[cap-talk] On revocation and the use of wrappers
Neal H. Walfield
neal at walfield.org
Wed Dec 6 12:13:04 CST 2006
At Tue, 05 Dec 2006 10:11:24 -0500,
Jonathan S. Shapiro wrote:
> In practice, however, the problem doesn't seem to work out in the way
> you describe, because the case of "object capability points to server"
> is almost never observed in the wild. The problem with this design
> pattern is that it prevents the server from performing selective
> revocation of objects. The practical consequence is that servers tend to
> issue wrapper capabilities that encapsulate server capabilities rather
> than the server capabilities themselves.
As I understand you here, your claim is that it is almost always the
case that the server hands out wrapped capabilities, correct? From
our discussions, I seem to remember that selected revocation is
actually a rarely useful pattern--and it's in this vein that I've been
thinking about designing servers. Could you more fully motivate this?
> Because of this, the wrapping protocol doesn't tend to work in quite the
> way that you describe. What tends to happen is that the granting client
> goes to the server and says: "please fabricate a new wrapper for this
> object", and then hands the new wrapper to the client. This, of course,
> involves storage allocation, but it is the server who populates the
> wrapper.
Say Alice has a capability to Bob and she wants to delegate revocable
(perhaps, but no necessarily, weakened) access to Carol. As I
understand you, she would call the appropriate fetch method and pass a
sub-space bank to Bob with enough space for him to allocate a wrapper.
Correct?
> While the original provider can shoot the bank, this doesn't guarantee
> revocation, because the client can make a new wrapper for itself using
> its own storage and discard the original; the server cannot tell.
What I think you are saying, staying with the above example, is that
Carol could invoke the fetch method and get her own wrapper (which is
inferior to the one she got from Alice). Then when Alice shoots the
space bank, her access would be cut off but her wrapper would not be
deallocated. Is that correct?
> In any of these cases, I still claim that the revocation pattern is
> rare.
Then why always wrap server capabilities?
> My argument is that well-structured applications have failure
> domains that are smaller than their revocation domains.
Could you please elaborate this claim a bit. I feel that there is
some important, fundamental point here but I'm unable to get at it.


TRY IT:
Copy the data verbatim and leave out every picture.

──────── TASK MATERIAL

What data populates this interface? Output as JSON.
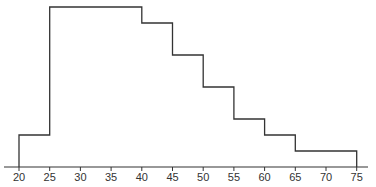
{
  "chart_data": {
    "type": "histogram",
    "title": "",
    "xlabel": "",
    "ylabel": "",
    "bins": [
      {
        "from": 20,
        "to": 25,
        "value": 2
      },
      {
        "from": 25,
        "to": 30,
        "value": 10
      },
      {
        "from": 30,
        "to": 35,
        "value": 10
      },
      {
        "from": 35,
        "to": 40,
        "value": 10
      },
      {
        "from": 40,
        "to": 45,
        "value": 9
      },
      {
        "from": 45,
        "to": 50,
        "value": 7
      },
      {
        "from": 50,
        "to": 55,
        "value": 5
      },
      {
        "from": 55,
        "to": 60,
        "value": 3
      },
      {
        "from": 60,
        "to": 65,
        "value": 2
      },
      {
        "from": 65,
        "to": 70,
        "value": 1
      },
      {
        "from": 70,
        "to": 75,
        "value": 1
      }
    ],
    "x_ticks": [
      "20",
      "25",
      "30",
      "35",
      "40",
      "45",
      "50",
      "55",
      "60",
      "65",
      "70",
      "75"
    ],
    "xlim": [
      20,
      75
    ],
    "ylim": [
      0,
      10
    ],
    "y_axis_visible": false,
    "grid": false,
    "legend": null,
    "style": {
      "line_color": "#333333",
      "fill": "none"
    }
  }
}
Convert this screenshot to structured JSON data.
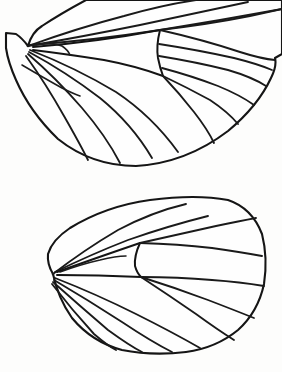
{
  "figure": {
    "kind": "line-drawing",
    "caption": "",
    "width_px": 282,
    "height_px": 372,
    "background_color": "#fdfdfc",
    "ink_color": "#1a1a1a",
    "has_labels": false,
    "has_scale_bar": false,
    "panel_count": 2
  },
  "panels": [
    {
      "id": "forewing",
      "name": "forewing",
      "position": "upper",
      "cropped_at_edges": [
        "top",
        "right"
      ],
      "closed_outline": false,
      "bounds": {
        "x": 5,
        "y": 0,
        "width": 277,
        "height": 170
      },
      "base_node": {
        "x": 28,
        "y": 46
      },
      "apex": {
        "x": 275,
        "y": 62
      },
      "vein_count": 13,
      "discal_cell": {
        "present": true,
        "end_x": 160,
        "upper_y": 30,
        "lower_y": 76,
        "crossvein_label": "discocellular"
      }
    },
    {
      "id": "hindwing",
      "name": "hindwing",
      "position": "lower",
      "cropped_at_edges": [],
      "closed_outline": true,
      "bounds": {
        "x": 45,
        "y": 196,
        "width": 222,
        "height": 158
      },
      "base_node": {
        "x": 53,
        "y": 274
      },
      "apex": {
        "x": 266,
        "y": 272
      },
      "vein_count": 12,
      "discal_cell": {
        "present": true,
        "end_x": 140,
        "upper_y": 243,
        "lower_y": 277,
        "crossvein_label": "discocellular"
      }
    }
  ],
  "colors": {
    "ink": "#1a1a1a",
    "outline": "#151515",
    "paper": "#fdfdfc",
    "wing_membrane": "#fefefe"
  }
}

────────────────

RESULT OF THE EXERCISE:
What data populates this interface? Output as JSON.
{
  "chart_data": {
    "type": "histogram",
    "title": "",
    "xlabel": "",
    "ylabel": "",
    "bins": [
      {
        "from": 20,
        "to": 25,
        "value": 2
      },
      {
        "from": 25,
        "to": 30,
        "value": 10
      },
      {
        "from": 30,
        "to": 35,
        "value": 10
      },
      {
        "from": 35,
        "to": 40,
        "value": 10
      },
      {
        "from": 40,
        "to": 45,
        "value": 9
      },
      {
        "from": 45,
        "to": 50,
        "value": 7
      },
      {
        "from": 50,
        "to": 55,
        "value": 5
      },
      {
        "from": 55,
        "to": 60,
        "value": 3
      },
      {
        "from": 60,
        "to": 65,
        "value": 2
      },
      {
        "from": 65,
        "to": 70,
        "value": 1
      },
      {
        "from": 70,
        "to": 75,
        "value": 1
      }
    ],
    "x_ticks": [
      "20",
      "25",
      "30",
      "35",
      "40",
      "45",
      "50",
      "55",
      "60",
      "65",
      "70",
      "75"
    ],
    "xlim": [
      20,
      75
    ],
    "ylim": [
      0,
      10
    ],
    "y_axis_visible": false,
    "grid": false,
    "legend": null,
    "style": {
      "line_color": "#333333",
      "fill": "none"
    }
  }
}
Convert this screenshot to structured JSON data.
{
  "figure": {
    "kind": "line-drawing",
    "caption": "",
    "width_px": 282,
    "height_px": 372,
    "background_color": "#fdfdfc",
    "ink_color": "#1a1a1a",
    "has_labels": false,
    "has_scale_bar": false,
    "panel_count": 2
  },
  "panels": [
    {
      "id": "forewing",
      "name": "forewing",
      "position": "upper",
      "cropped_at_edges": [
        "top",
        "right"
      ],
      "closed_outline": false,
      "bounds": {
        "x": 5,
        "y": 0,
        "width": 277,
        "height": 170
      },
      "base_node": {
        "x": 28,
        "y": 46
      },
      "apex": {
        "x": 275,
        "y": 62
      },
      "vein_count": 13,
      "discal_cell": {
        "present": true,
        "end_x": 160,
        "upper_y": 30,
        "lower_y": 76,
        "crossvein_label": "discocellular"
      }
    },
    {
      "id": "hindwing",
      "name": "hindwing",
      "position": "lower",
      "cropped_at_edges": [],
      "closed_outline": true,
      "bounds": {
        "x": 45,
        "y": 196,
        "width": 222,
        "height": 158
      },
      "base_node": {
        "x": 53,
        "y": 274
      },
      "apex": {
        "x": 266,
        "y": 272
      },
      "vein_count": 12,
      "discal_cell": {
        "present": true,
        "end_x": 140,
        "upper_y": 243,
        "lower_y": 277,
        "crossvein_label": "discocellular"
      }
    }
  ],
  "colors": {
    "ink": "#1a1a1a",
    "outline": "#151515",
    "paper": "#fdfdfc",
    "wing_membrane": "#fefefe"
  }
}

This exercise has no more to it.